What you will do: Within the records that follow, find every line containing the string "Cloudflare". Copy those lines.

Working data:

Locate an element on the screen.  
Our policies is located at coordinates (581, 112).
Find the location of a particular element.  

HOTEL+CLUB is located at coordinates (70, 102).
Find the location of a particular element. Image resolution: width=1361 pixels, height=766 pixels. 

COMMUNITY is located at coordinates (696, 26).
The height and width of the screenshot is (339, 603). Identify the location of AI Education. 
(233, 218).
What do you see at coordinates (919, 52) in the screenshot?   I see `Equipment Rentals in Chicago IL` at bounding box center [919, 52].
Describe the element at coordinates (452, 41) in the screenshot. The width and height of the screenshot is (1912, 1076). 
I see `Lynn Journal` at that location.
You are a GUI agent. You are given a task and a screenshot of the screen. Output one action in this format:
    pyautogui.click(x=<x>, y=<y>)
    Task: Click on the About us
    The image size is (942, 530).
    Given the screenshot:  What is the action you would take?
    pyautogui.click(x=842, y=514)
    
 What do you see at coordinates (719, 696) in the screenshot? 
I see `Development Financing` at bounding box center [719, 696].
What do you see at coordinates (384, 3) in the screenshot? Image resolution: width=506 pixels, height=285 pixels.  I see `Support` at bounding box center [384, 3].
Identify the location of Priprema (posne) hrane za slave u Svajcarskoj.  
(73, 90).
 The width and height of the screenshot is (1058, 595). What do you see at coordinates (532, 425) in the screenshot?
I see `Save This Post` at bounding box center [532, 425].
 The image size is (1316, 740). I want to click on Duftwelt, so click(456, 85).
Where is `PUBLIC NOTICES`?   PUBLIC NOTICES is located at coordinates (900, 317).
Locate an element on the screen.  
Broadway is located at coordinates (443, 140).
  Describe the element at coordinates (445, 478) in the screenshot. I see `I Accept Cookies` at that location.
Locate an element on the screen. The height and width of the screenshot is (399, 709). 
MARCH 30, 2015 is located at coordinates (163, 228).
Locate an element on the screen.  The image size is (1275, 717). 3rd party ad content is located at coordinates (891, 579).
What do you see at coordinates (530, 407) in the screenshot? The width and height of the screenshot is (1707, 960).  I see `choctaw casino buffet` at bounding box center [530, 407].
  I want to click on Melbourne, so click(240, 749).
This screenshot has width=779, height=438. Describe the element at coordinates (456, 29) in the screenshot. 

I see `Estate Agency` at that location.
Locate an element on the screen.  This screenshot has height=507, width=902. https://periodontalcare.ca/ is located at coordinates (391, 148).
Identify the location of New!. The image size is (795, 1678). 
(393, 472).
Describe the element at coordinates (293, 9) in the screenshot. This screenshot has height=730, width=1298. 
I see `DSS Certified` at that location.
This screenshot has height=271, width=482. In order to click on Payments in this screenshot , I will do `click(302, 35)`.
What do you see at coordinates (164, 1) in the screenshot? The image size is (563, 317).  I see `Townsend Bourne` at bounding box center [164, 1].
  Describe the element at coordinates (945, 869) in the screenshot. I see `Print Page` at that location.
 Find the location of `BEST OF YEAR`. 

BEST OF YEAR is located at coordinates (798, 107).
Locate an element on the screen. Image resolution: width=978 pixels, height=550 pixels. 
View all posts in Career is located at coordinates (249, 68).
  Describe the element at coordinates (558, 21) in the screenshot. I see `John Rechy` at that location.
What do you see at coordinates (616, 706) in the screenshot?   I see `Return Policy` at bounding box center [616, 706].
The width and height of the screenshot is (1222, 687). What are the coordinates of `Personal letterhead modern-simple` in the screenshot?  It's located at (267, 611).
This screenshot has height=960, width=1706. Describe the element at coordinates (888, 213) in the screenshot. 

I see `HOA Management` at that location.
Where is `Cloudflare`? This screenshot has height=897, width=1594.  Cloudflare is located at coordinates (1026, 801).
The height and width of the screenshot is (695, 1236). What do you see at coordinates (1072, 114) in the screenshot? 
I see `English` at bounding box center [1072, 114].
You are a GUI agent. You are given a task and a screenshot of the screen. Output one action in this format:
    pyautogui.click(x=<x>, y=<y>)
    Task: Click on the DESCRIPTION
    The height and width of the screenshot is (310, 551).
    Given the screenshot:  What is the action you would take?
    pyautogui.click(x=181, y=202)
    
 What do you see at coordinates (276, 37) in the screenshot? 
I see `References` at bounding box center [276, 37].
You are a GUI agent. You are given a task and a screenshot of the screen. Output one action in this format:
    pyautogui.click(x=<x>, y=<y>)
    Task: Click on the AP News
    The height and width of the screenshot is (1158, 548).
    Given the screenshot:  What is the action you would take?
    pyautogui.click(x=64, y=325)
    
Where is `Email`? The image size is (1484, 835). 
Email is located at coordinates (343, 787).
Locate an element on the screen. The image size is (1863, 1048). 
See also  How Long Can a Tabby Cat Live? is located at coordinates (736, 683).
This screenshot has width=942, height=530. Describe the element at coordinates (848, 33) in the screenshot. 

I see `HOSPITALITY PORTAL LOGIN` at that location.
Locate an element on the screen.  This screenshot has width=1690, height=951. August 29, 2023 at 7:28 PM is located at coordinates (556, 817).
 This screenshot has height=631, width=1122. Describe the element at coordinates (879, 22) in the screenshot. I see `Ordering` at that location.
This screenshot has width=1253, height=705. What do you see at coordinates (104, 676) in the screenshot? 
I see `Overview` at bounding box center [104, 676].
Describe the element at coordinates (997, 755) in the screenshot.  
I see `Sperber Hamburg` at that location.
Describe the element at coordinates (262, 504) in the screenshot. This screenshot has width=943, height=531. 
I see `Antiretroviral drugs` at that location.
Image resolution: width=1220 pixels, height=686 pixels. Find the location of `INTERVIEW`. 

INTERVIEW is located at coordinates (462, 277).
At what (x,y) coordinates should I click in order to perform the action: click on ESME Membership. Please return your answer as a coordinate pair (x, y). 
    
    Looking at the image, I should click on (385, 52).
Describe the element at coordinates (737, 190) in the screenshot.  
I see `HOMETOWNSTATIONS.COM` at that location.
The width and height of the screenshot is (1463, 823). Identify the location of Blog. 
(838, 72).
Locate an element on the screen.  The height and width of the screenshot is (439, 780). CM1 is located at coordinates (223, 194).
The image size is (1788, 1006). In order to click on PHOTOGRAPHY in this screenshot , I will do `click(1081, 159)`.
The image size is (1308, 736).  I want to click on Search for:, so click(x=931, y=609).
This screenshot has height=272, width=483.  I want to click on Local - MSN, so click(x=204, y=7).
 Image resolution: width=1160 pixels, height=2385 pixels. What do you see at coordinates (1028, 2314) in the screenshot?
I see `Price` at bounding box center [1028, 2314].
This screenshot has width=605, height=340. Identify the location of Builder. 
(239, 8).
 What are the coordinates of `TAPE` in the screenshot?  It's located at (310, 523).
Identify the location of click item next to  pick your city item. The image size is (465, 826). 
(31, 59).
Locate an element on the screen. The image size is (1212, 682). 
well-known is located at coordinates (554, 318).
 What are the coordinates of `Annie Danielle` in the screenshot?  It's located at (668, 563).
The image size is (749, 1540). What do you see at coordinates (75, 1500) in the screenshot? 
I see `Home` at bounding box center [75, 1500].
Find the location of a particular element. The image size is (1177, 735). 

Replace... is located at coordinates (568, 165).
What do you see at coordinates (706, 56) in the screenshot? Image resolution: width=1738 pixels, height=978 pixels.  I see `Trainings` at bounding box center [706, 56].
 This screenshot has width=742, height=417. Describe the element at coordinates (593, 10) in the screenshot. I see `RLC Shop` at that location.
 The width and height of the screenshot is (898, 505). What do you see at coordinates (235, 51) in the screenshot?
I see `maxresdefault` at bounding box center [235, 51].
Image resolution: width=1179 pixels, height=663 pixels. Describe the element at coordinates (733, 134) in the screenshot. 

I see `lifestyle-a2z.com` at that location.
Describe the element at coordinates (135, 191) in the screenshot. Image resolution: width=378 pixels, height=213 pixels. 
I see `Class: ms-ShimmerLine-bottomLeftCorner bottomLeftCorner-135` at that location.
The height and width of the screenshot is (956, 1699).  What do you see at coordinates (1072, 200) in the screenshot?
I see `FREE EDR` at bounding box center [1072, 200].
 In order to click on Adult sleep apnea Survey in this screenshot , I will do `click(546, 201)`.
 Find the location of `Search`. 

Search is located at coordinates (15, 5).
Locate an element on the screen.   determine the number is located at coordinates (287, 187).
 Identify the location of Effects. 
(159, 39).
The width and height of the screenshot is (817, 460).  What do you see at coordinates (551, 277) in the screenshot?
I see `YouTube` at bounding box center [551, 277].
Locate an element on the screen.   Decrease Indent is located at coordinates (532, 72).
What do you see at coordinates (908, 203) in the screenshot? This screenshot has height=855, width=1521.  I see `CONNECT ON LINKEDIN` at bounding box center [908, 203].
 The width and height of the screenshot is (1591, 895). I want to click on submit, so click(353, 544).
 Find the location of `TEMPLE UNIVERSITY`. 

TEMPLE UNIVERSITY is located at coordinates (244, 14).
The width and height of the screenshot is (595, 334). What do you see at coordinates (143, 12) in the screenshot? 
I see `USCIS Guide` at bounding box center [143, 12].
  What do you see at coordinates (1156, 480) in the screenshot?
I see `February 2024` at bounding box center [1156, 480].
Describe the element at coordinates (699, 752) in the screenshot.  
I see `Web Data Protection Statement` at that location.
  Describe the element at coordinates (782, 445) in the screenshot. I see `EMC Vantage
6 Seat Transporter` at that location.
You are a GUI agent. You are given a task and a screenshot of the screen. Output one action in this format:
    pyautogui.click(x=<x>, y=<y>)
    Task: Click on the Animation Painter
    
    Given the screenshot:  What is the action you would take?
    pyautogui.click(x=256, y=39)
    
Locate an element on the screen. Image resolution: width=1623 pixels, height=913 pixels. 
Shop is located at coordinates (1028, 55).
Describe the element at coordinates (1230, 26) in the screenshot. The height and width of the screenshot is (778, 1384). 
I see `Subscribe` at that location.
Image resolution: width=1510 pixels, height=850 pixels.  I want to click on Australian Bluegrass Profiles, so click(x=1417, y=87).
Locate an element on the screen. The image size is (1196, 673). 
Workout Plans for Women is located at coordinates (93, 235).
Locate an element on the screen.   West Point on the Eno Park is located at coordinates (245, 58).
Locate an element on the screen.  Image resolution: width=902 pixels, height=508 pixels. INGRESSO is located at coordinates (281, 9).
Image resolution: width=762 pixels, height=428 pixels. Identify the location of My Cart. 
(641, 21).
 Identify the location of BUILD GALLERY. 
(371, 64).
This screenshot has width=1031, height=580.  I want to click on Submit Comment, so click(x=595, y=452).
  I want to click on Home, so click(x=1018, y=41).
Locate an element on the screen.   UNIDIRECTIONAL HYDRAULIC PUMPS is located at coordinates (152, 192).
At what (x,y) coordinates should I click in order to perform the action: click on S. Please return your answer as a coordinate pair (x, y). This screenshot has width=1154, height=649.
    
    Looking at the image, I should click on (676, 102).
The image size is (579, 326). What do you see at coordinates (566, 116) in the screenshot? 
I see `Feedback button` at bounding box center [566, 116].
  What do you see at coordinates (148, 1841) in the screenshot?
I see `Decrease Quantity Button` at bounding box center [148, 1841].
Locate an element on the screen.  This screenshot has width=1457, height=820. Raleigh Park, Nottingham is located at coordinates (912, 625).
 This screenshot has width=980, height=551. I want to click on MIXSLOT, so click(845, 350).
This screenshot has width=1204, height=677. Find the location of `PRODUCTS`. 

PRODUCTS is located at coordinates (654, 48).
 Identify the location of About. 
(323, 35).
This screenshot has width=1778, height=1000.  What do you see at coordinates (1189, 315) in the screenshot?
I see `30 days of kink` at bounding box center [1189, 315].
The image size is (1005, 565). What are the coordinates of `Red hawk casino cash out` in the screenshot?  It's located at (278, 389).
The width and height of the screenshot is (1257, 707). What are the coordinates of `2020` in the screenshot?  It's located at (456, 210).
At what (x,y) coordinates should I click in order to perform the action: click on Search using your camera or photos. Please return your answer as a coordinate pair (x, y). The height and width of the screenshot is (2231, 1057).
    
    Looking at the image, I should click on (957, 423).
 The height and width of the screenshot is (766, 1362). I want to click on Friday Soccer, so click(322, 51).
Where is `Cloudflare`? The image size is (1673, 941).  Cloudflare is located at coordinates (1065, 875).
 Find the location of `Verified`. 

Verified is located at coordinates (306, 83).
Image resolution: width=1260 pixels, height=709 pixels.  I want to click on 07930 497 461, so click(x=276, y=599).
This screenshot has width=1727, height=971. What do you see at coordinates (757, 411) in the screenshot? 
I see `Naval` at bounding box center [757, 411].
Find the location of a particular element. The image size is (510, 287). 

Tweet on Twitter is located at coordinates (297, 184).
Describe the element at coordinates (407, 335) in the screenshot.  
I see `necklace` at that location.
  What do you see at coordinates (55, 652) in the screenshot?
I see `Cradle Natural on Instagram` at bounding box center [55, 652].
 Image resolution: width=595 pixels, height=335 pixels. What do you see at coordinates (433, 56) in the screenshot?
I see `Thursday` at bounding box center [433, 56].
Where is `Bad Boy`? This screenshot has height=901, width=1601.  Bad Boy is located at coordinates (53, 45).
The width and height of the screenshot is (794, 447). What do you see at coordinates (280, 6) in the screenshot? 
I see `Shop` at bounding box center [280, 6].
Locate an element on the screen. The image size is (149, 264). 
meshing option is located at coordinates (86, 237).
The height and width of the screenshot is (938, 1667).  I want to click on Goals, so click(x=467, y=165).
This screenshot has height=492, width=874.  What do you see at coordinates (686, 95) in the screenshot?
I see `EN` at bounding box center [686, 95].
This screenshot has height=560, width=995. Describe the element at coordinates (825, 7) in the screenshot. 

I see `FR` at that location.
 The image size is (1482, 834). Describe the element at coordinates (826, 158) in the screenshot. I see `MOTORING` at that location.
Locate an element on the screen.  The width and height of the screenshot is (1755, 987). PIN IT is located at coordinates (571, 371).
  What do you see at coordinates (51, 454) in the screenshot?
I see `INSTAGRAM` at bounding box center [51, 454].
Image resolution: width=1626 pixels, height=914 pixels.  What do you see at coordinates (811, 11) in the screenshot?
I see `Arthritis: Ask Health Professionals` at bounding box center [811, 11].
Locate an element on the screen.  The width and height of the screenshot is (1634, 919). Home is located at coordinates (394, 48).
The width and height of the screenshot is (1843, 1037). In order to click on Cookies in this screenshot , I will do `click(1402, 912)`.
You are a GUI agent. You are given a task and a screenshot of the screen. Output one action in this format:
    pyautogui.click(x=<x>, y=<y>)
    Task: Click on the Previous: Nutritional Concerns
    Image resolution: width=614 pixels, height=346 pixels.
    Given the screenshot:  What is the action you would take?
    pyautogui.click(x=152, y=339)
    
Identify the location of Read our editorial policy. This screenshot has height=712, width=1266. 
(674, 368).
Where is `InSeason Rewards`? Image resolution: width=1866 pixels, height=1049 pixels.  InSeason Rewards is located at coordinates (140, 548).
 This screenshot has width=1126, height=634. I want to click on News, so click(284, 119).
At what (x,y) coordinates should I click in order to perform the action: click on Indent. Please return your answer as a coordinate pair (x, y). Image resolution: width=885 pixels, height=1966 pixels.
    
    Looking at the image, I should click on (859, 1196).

Solution for this exercise:
Where is `Cloudflare`? This screenshot has height=897, width=1594.  Cloudflare is located at coordinates (1026, 801).
Where is `Cloudflare`? The image size is (1673, 941).  Cloudflare is located at coordinates (1065, 875).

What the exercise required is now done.